Capital Structure Decisions and Accounting Policy Selection Relationships
Keywords:
capital structure, accounting policy, strategic interdependence, agent-based modeling, financial strategy, simultaneous optimizationAbstract
This research investigates the underexplored bidirectional causality between capital
structure decisions and accounting policy selection, moving beyond the traditional unidirectional frameworks that dominate corporate finance literature. We propose a novel
methodological approach by integrating agent-based modeling with historical corporate
data analysis to simulate how firms simultaneously optimize financing strategies and
accounting choices under conditions of market uncertainty and regulatory constraints.
Our model treats accounting policy not merely as a reporting outcome but as a strategic variable that actively shapes and is shaped by leverage targets, debt covenants, and
equity market perceptions. The study formulates three unconventional research questions: (1) How do firms dynamically co-adapt capital structure and accounting policies
in response to evolving market conditions? (2) What strategic equilibria emerge when
accounting flexibility is explicitly modeled as a component of financial strategy? (3)
How do information asymmetries between managers and capital providers create feedback loops between reporting choices and financing decisions? We develop a multi-agent
simulation framework where heterogeneous firms interact within a simulated capital
market, making simultaneous decisions about debt-equity mixes and accounting policy
selections from permissible alternatives. The model incorporates learning mechanisms
where firms adjust strategies based on observed outcomes of peer entities. Our analysis of simulated data reveals several counterintuitive findings: firms often converge
toward suboptimal capital structures when accounting policy selection is treated as
exogenous rather than endogenous; moderate accounting conservatism correlates with
more stable leverage ratios during market downturns; and strategic complementarities
exist between certain accounting methods and specific financing instruments that are
overlooked in conventional models. The results demonstrate that treating accounting policy as an integrated component of capital structure strategy leads to different
normative prescriptions than traditional sequential models. This research contributes
original insights by reframing the relationship between financing and reporting decisions as a simultaneous optimization problem, offering a more holistic understanding of
corporate financial strategy formulation. The findings have implications for financial
regulation, corporate governance, and the design of managerial incentive systems that
recognize the interconnected nature of these fundamental business decisions.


Task objective: Read through the lines below and copy the ones holding the string "unit".

....

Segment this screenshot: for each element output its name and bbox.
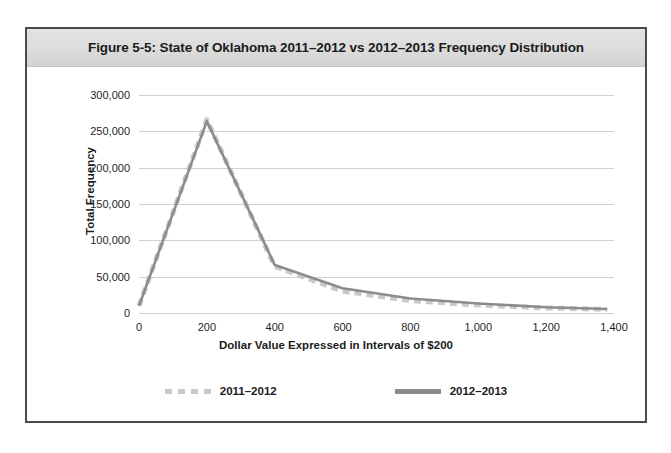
legend-label-2011-2012: 2011–2012 xyxy=(220,385,277,397)
y-axis-tick-label: 250,000 xyxy=(90,125,130,137)
series-line-2012-2013 xyxy=(139,121,607,309)
y-axis-tick-label: 300,000 xyxy=(90,89,130,101)
chart-legend: 2011–2012 2012–2013 xyxy=(27,385,645,397)
legend-label-2012-2013: 2012–2013 xyxy=(450,385,508,397)
x-axis-title: Dollar Value Expressed in Intervals of $… xyxy=(27,339,645,351)
x-axis-tick-label: 0 xyxy=(136,321,142,333)
y-axis-tick-label: 0 xyxy=(124,307,130,319)
plot-area: 050,000100,000150,000200,000250,000300,0… xyxy=(139,95,614,313)
chart-body: Total Frequency 050,000100,000150,000200… xyxy=(27,67,645,423)
figure-title-bar: Figure 5-5: State of Oklahoma 2011–2012 … xyxy=(27,29,645,67)
y-axis-tick-label: 50,000 xyxy=(96,271,130,283)
x-axis-tick-label: 200 xyxy=(198,321,216,333)
x-axis-tick-label: 800 xyxy=(401,321,419,333)
y-axis-tick-label: 100,000 xyxy=(90,234,130,246)
gridline xyxy=(139,313,614,314)
solid-line-swatch-icon xyxy=(395,389,441,394)
series-line-2011-2012 xyxy=(139,120,607,310)
dashed-line-swatch-icon xyxy=(165,389,211,394)
x-axis-tick-label: 1,400 xyxy=(600,321,628,333)
legend-item-2012-2013: 2012–2013 xyxy=(395,385,508,397)
series-plot xyxy=(139,95,614,313)
figure-title: Figure 5-5: State of Oklahoma 2011–2012 … xyxy=(88,40,584,55)
x-axis-tick-label: 1,200 xyxy=(532,321,560,333)
y-axis-tick-label: 200,000 xyxy=(90,162,130,174)
x-axis-tick-label: 600 xyxy=(333,321,351,333)
y-axis-tick-label: 150,000 xyxy=(90,198,130,210)
x-axis-tick-label: 1,000 xyxy=(465,321,493,333)
legend-item-2011-2012: 2011–2012 xyxy=(165,385,277,397)
x-axis-tick-label: 400 xyxy=(266,321,284,333)
figure-frame: Figure 5-5: State of Oklahoma 2011–2012 … xyxy=(25,27,647,423)
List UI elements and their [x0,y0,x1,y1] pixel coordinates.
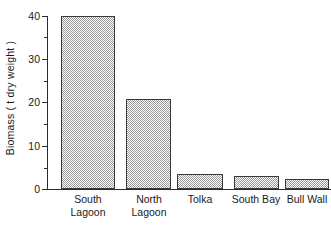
x-label-line2: Lagoon [53,206,123,219]
bar-south-lagoon[interactable] [61,16,115,189]
x-label-line1: South [53,193,123,206]
x-axis-labels: South Lagoon North Lagoon Tolka South Ba… [0,193,331,232]
y-tick-major-0 [42,189,48,190]
x-label-line2: Lagoon [114,206,184,219]
bar-south-bay[interactable] [234,176,279,189]
x-label-line1: Bull Wall [272,193,331,206]
bar-tolka[interactable] [177,174,223,189]
x-label-bull-wall: Bull Wall [272,193,331,206]
bar-bull-wall[interactable] [285,179,329,189]
x-label-south-lagoon: South Lagoon [53,193,123,219]
x-axis-line [47,189,331,190]
bars-layer [0,0,331,189]
bar-chart: Biomass ( t dry weight ) 40 30 20 10 0 S… [0,0,331,232]
bar-north-lagoon[interactable] [126,99,171,189]
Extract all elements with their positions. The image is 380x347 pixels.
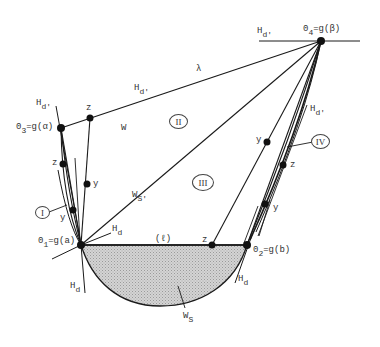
- point-z-top: [87, 115, 94, 122]
- label-y-mid-left: y: [93, 180, 98, 189]
- tangent-hd-o1-right: [81, 233, 111, 245]
- label-hd-o1-bottom: Hd: [70, 282, 80, 291]
- diagram-svg: [0, 0, 380, 347]
- label-ell: (ℓ): [155, 235, 171, 244]
- label-hd-o1-right: Hd: [112, 225, 122, 234]
- label-hd-o2-bottom: Hd: [238, 275, 248, 284]
- point-y-mid-left: [84, 181, 91, 188]
- label-o3: 03=g(α): [16, 123, 53, 132]
- label-ws-prime: WS': [132, 191, 147, 200]
- label-z-right: z: [290, 161, 295, 170]
- label-o4: 04=g(β): [303, 25, 340, 34]
- label-hd-prime-right: Hd': [310, 105, 325, 114]
- diagram-canvas: 01=g(a) 02=g(b) 03=g(α) 04=g(β) Hd' Hd' …: [0, 0, 380, 347]
- point-z-right: [280, 162, 287, 169]
- label-hd-prime-lambda: Hd': [134, 84, 149, 93]
- label-z-top: z: [86, 104, 91, 113]
- label-y-right: y: [273, 204, 278, 213]
- region-label-iii: III: [192, 174, 214, 191]
- point-z-left: [60, 161, 67, 168]
- point-o2: [243, 241, 251, 249]
- point-z-segment: [209, 242, 216, 249]
- label-z-left: z: [52, 159, 57, 168]
- leader-region-i: [49, 205, 67, 212]
- label-ws: WS: [183, 312, 193, 321]
- label-lambda: λ: [196, 65, 201, 74]
- point-o3: [57, 124, 65, 132]
- point-o4: [317, 37, 325, 45]
- point-y-upper-right: [264, 139, 271, 146]
- region-label-ii: II: [169, 114, 188, 129]
- region-label-i: I: [35, 206, 50, 219]
- point-o1: [77, 241, 85, 249]
- label-hd-prime-left: Hd': [36, 99, 51, 108]
- curve-o3-o1-c: [61, 128, 81, 245]
- label-y-upper-right: y: [256, 136, 261, 145]
- point-y-right: [262, 201, 269, 208]
- label-y-left: y: [60, 214, 65, 223]
- label-w: W: [121, 124, 126, 133]
- label-o2: 02=g(b): [253, 246, 290, 255]
- label-hd-prime-top: Hd': [257, 27, 272, 36]
- tangent-hd-o1-left: [52, 245, 81, 259]
- point-y-left: [70, 207, 77, 214]
- ws-shaded-region: [81, 245, 247, 306]
- label-o1: 01=g(a): [38, 237, 75, 246]
- region-label-iv: IV: [311, 134, 330, 149]
- label-z-segment: z: [202, 236, 207, 245]
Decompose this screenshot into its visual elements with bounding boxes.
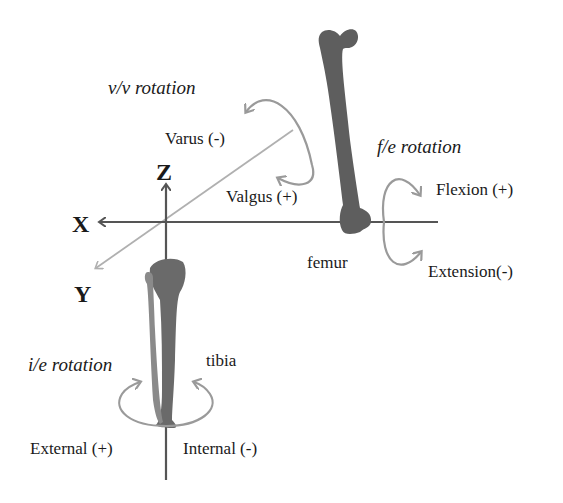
ie-rotation-title: i/e rotation [28,355,112,374]
fe-rotation-title: f/e rotation [377,137,461,156]
x-axis-label: X [72,212,89,236]
extension-label: Extension(-) [428,263,513,280]
vv-rotation-title: v/v rotation [108,78,195,97]
femur-label: femur [307,254,348,271]
femur-bone [319,29,371,234]
flexion-label: Flexion (+) [436,181,513,198]
vv-rotation-arrow-lower [278,165,313,184]
external-label: External (+) [30,440,113,457]
tibia-label: tibia [206,352,236,369]
valgus-label: Valgus (+) [226,188,297,205]
z-axis-label: Z [156,160,172,184]
fe-rotation-arrow-lower [383,222,421,265]
y-axis-label: Y [74,282,91,306]
fe-rotation-arrow-upper [383,179,420,222]
knee-coordinate-diagram [0,0,563,503]
varus-label: Varus (-) [165,130,225,147]
internal-label: Internal (-) [183,440,257,457]
tibia-bone [145,259,186,428]
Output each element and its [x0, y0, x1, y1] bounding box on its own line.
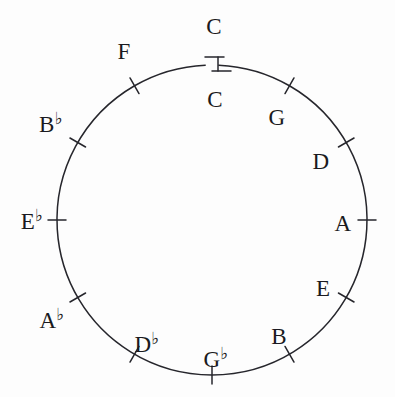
note-letter: C: [207, 87, 223, 112]
flat-accidental-icon: ♭: [56, 304, 64, 324]
tick-g: [285, 78, 294, 94]
note-label-b: B: [271, 325, 287, 348]
circle-of-fifths-figure: CCGDAEBG♭D♭A♭E♭B♭F: [0, 0, 395, 397]
note-letter: A: [335, 211, 352, 236]
note-label-c-bottom: C: [207, 88, 223, 111]
flat-accidental-icon: ♭: [151, 328, 159, 348]
tick-e: [338, 293, 354, 302]
note-label-g: G: [269, 106, 286, 129]
note-label-gb: G♭: [203, 348, 228, 371]
tick-marks: [48, 78, 376, 384]
flat-accidental-icon: ♭: [220, 343, 228, 363]
note-label-db: D♭: [134, 333, 159, 356]
note-label-bb: B♭: [39, 113, 63, 136]
note-letter: D: [134, 332, 151, 357]
note-label-c-top: C: [206, 15, 222, 38]
note-letter: G: [203, 347, 220, 372]
tick-bb: [70, 138, 86, 147]
note-letter: G: [269, 105, 286, 130]
note-label-ab: A♭: [39, 309, 64, 332]
note-letter: B: [271, 324, 287, 349]
note-label-e: E: [316, 277, 330, 300]
note-label-d: D: [313, 150, 330, 173]
note-letter: D: [313, 149, 330, 174]
circle-of-fifths-canvas: [0, 0, 395, 397]
note-letter: B: [39, 112, 55, 137]
note-letter: E: [21, 209, 35, 234]
note-letter: E: [316, 276, 330, 301]
note-label-f: F: [118, 40, 131, 63]
note-letter: A: [39, 308, 56, 333]
note-letter: C: [206, 14, 222, 39]
tick-b: [285, 346, 294, 362]
tick-d: [338, 138, 354, 147]
circle-arc: [57, 65, 367, 375]
flat-accidental-icon: ♭: [55, 108, 63, 128]
tick-ab: [70, 293, 86, 302]
note-label-a: A: [335, 212, 352, 235]
flat-accidental-icon: ♭: [35, 205, 43, 225]
note-label-eb: E♭: [21, 210, 43, 233]
note-letter: F: [118, 39, 131, 64]
tick-f: [130, 78, 139, 94]
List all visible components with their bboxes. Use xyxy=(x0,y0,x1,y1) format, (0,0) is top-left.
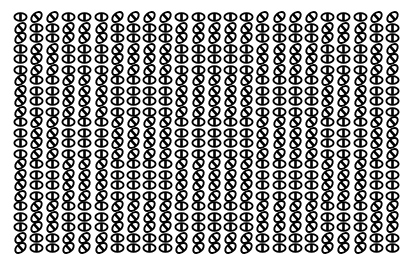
upright-ellipse-glyph xyxy=(272,170,287,180)
tilted-ellipse-glyph xyxy=(223,243,238,253)
upright-ellipse-glyph xyxy=(45,233,60,243)
upright-ellipse-glyph xyxy=(239,138,254,148)
tilted-ellipse-glyph xyxy=(29,12,44,22)
upright-ellipse-glyph xyxy=(223,138,238,148)
tilted-ellipse-glyph xyxy=(110,149,125,159)
tilted-ellipse-glyph xyxy=(288,12,303,22)
upright-ellipse-glyph xyxy=(174,138,189,148)
upright-ellipse-glyph xyxy=(142,86,157,96)
upright-ellipse-glyph xyxy=(353,128,368,138)
upright-ellipse-glyph xyxy=(385,96,400,106)
upright-ellipse-glyph xyxy=(29,170,44,180)
upright-ellipse-glyph xyxy=(174,54,189,64)
tilted-ellipse-glyph xyxy=(207,191,222,201)
upright-ellipse-glyph xyxy=(369,180,384,190)
upright-ellipse-glyph xyxy=(255,233,270,243)
tilted-ellipse-glyph xyxy=(288,222,303,232)
upright-ellipse-glyph xyxy=(29,243,44,253)
tilted-ellipse-glyph xyxy=(304,12,319,22)
upright-ellipse-glyph xyxy=(207,128,222,138)
upright-ellipse-glyph xyxy=(320,128,335,138)
upright-ellipse-glyph xyxy=(288,233,303,243)
upright-ellipse-glyph xyxy=(207,44,222,54)
upright-ellipse-glyph xyxy=(45,96,60,106)
upright-ellipse-glyph xyxy=(45,23,60,33)
upright-ellipse-glyph xyxy=(385,170,400,180)
upright-ellipse-glyph xyxy=(158,233,173,243)
upright-ellipse-glyph xyxy=(369,23,384,33)
upright-ellipse-glyph xyxy=(29,96,44,106)
upright-ellipse-glyph xyxy=(94,44,109,54)
upright-ellipse-glyph xyxy=(223,212,238,222)
tilted-ellipse-glyph xyxy=(45,65,60,75)
tilted-ellipse-glyph xyxy=(174,107,189,117)
upright-ellipse-glyph xyxy=(272,180,287,190)
upright-ellipse-glyph xyxy=(207,138,222,148)
tilted-ellipse-glyph xyxy=(255,12,270,22)
upright-ellipse-glyph xyxy=(320,138,335,148)
upright-ellipse-glyph xyxy=(353,212,368,222)
upright-ellipse-glyph xyxy=(304,170,319,180)
tilted-ellipse-glyph xyxy=(142,65,157,75)
tilted-ellipse-glyph xyxy=(126,149,141,159)
upright-ellipse-glyph xyxy=(288,170,303,180)
upright-ellipse-glyph xyxy=(142,233,157,243)
upright-ellipse-glyph xyxy=(191,44,206,54)
tilted-ellipse-glyph xyxy=(239,191,254,201)
upright-ellipse-glyph xyxy=(174,128,189,138)
tilted-ellipse-glyph xyxy=(272,149,287,159)
upright-ellipse-glyph xyxy=(142,243,157,253)
upright-ellipse-glyph xyxy=(174,44,189,54)
upright-ellipse-glyph xyxy=(29,23,44,33)
upright-ellipse-glyph xyxy=(369,86,384,96)
upright-ellipse-glyph xyxy=(126,170,141,180)
tilted-ellipse-glyph xyxy=(320,191,335,201)
upright-ellipse-glyph xyxy=(369,96,384,106)
tilted-ellipse-glyph xyxy=(61,243,76,253)
tilted-ellipse-glyph xyxy=(369,222,384,232)
tilted-ellipse-glyph xyxy=(272,65,287,75)
tilted-ellipse-glyph xyxy=(255,65,270,75)
upright-ellipse-glyph xyxy=(110,86,125,96)
upright-ellipse-glyph xyxy=(110,180,125,190)
upright-ellipse-glyph xyxy=(29,86,44,96)
upright-ellipse-glyph xyxy=(207,54,222,64)
tilted-ellipse-glyph xyxy=(13,243,28,253)
upright-ellipse-glyph xyxy=(320,212,335,222)
upright-ellipse-glyph xyxy=(126,233,141,243)
glyph-grid xyxy=(12,12,401,254)
upright-ellipse-glyph xyxy=(336,128,351,138)
tilted-ellipse-glyph xyxy=(369,149,384,159)
upright-ellipse-glyph xyxy=(304,96,319,106)
upright-ellipse-glyph xyxy=(385,233,400,243)
tilted-ellipse-glyph xyxy=(77,107,92,117)
tilted-ellipse-glyph xyxy=(353,33,368,43)
tilted-ellipse-glyph xyxy=(304,222,319,232)
upright-ellipse-glyph xyxy=(142,75,157,85)
upright-ellipse-glyph xyxy=(13,128,28,138)
tilted-ellipse-glyph xyxy=(142,222,157,232)
tilted-ellipse-glyph xyxy=(288,65,303,75)
tilted-ellipse-glyph xyxy=(29,149,44,159)
upright-ellipse-glyph xyxy=(336,44,351,54)
tilted-ellipse-glyph xyxy=(320,243,335,253)
upright-ellipse-glyph xyxy=(94,138,109,148)
upright-ellipse-glyph xyxy=(158,23,173,33)
upright-ellipse-glyph xyxy=(77,54,92,64)
upright-ellipse-glyph xyxy=(223,44,238,54)
tilted-ellipse-glyph xyxy=(207,107,222,117)
tilted-ellipse-glyph xyxy=(94,191,109,201)
upright-ellipse-glyph xyxy=(126,180,141,190)
tilted-ellipse-glyph xyxy=(142,149,157,159)
tilted-ellipse-glyph xyxy=(320,33,335,43)
tilted-ellipse-glyph xyxy=(385,65,400,75)
upright-ellipse-glyph xyxy=(255,180,270,190)
upright-ellipse-glyph xyxy=(13,138,28,148)
upright-ellipse-glyph xyxy=(239,117,254,127)
upright-ellipse-glyph xyxy=(336,212,351,222)
tilted-ellipse-glyph xyxy=(94,243,109,253)
tilted-ellipse-glyph xyxy=(29,222,44,232)
upright-ellipse-glyph xyxy=(158,170,173,180)
tilted-ellipse-glyph xyxy=(174,243,189,253)
upright-ellipse-glyph xyxy=(288,86,303,96)
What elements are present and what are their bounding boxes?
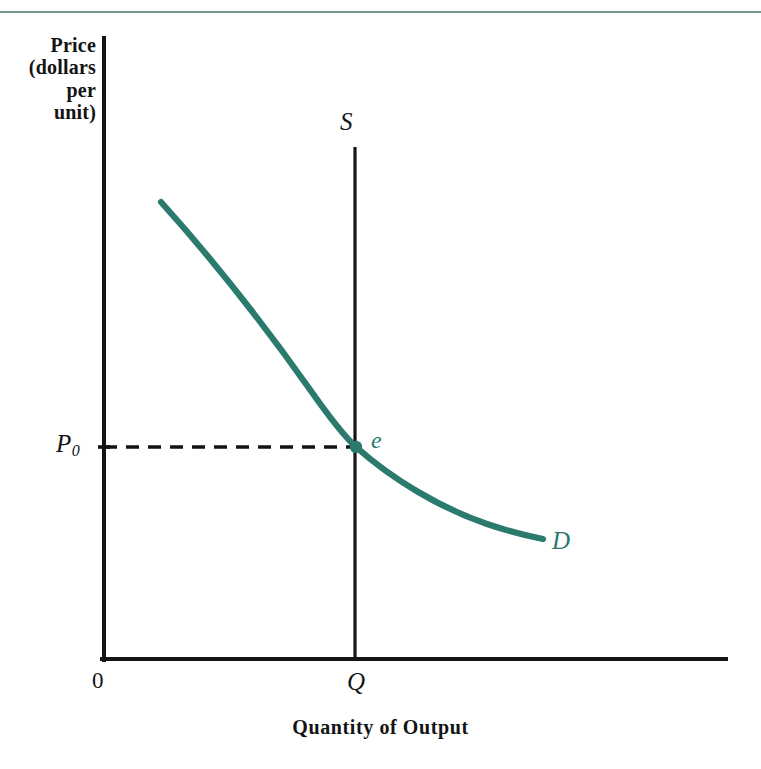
chart-canvas: [0, 0, 761, 769]
equilibrium-price-subscript: 0: [72, 442, 80, 459]
origin-label: 0: [92, 668, 104, 694]
figure-container: Price (dollars per unit) Quantity of Out…: [0, 0, 761, 769]
demand-curve-label: D: [552, 527, 570, 555]
y-axis-title: Price (dollars per unit): [10, 34, 96, 124]
equilibrium-price-label: P0: [56, 430, 80, 460]
equilibrium-quantity-label: Q: [347, 668, 365, 696]
equilibrium-point-marker: [350, 441, 362, 453]
x-axis-title: Quantity of Output: [0, 716, 761, 739]
equilibrium-point-label: e: [371, 427, 382, 454]
demand-curve-line: [161, 202, 543, 539]
equilibrium-price-symbol: P: [56, 430, 71, 457]
supply-curve-label: S: [340, 108, 353, 136]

....

Exercise output:
figure-container: Price (dollars per unit) Quantity of Out…: [0, 0, 761, 769]
y-axis-title: Price (dollars per unit): [10, 34, 96, 124]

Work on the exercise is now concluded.